▶ **Task directions**: The entries that follow include a run beginning at the line with "Describe the element at coordinates (784, 5)" and ending at the line with "What do you see at coordinates (26, 287)"; restate that run word for word and leave the rest out.

• • •

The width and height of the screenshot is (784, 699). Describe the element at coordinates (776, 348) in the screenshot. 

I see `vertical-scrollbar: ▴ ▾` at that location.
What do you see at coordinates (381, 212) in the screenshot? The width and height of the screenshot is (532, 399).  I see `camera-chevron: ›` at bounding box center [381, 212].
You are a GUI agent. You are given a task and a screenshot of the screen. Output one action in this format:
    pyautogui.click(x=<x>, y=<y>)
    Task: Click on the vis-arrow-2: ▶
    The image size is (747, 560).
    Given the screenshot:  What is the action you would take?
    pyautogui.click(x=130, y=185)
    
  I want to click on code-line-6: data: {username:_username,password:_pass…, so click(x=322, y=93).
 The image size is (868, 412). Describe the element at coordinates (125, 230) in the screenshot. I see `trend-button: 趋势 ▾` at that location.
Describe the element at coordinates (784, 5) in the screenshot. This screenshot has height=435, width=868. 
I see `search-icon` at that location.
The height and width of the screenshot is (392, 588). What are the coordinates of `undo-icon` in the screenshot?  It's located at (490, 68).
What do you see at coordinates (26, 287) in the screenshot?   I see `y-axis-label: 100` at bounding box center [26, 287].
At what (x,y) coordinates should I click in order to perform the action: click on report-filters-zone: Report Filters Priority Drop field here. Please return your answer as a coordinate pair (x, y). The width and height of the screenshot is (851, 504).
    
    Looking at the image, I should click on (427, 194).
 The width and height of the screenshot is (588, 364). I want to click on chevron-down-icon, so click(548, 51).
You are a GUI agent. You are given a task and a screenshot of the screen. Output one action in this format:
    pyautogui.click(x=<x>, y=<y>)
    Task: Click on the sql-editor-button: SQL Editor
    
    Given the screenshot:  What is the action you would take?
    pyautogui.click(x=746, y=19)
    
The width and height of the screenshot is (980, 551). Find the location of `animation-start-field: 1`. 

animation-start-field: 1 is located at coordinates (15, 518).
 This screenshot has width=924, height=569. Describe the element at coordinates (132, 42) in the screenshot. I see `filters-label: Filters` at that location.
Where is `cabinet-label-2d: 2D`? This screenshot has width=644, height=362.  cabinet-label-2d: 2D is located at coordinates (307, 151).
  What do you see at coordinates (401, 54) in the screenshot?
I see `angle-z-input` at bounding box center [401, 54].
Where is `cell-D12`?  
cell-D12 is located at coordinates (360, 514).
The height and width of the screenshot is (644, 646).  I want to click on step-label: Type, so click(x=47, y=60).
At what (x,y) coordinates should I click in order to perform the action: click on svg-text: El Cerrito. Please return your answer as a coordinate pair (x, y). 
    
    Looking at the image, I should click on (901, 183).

• • •

▶ **Task answer**:
Describe the element at coordinates (784, 5) in the screenshot. This screenshot has height=435, width=868. 
I see `search-icon` at that location.
The height and width of the screenshot is (392, 588). What are the coordinates of `undo-icon` in the screenshot?  It's located at (490, 68).
What do you see at coordinates (26, 287) in the screenshot?   I see `y-axis-label: 100` at bounding box center [26, 287].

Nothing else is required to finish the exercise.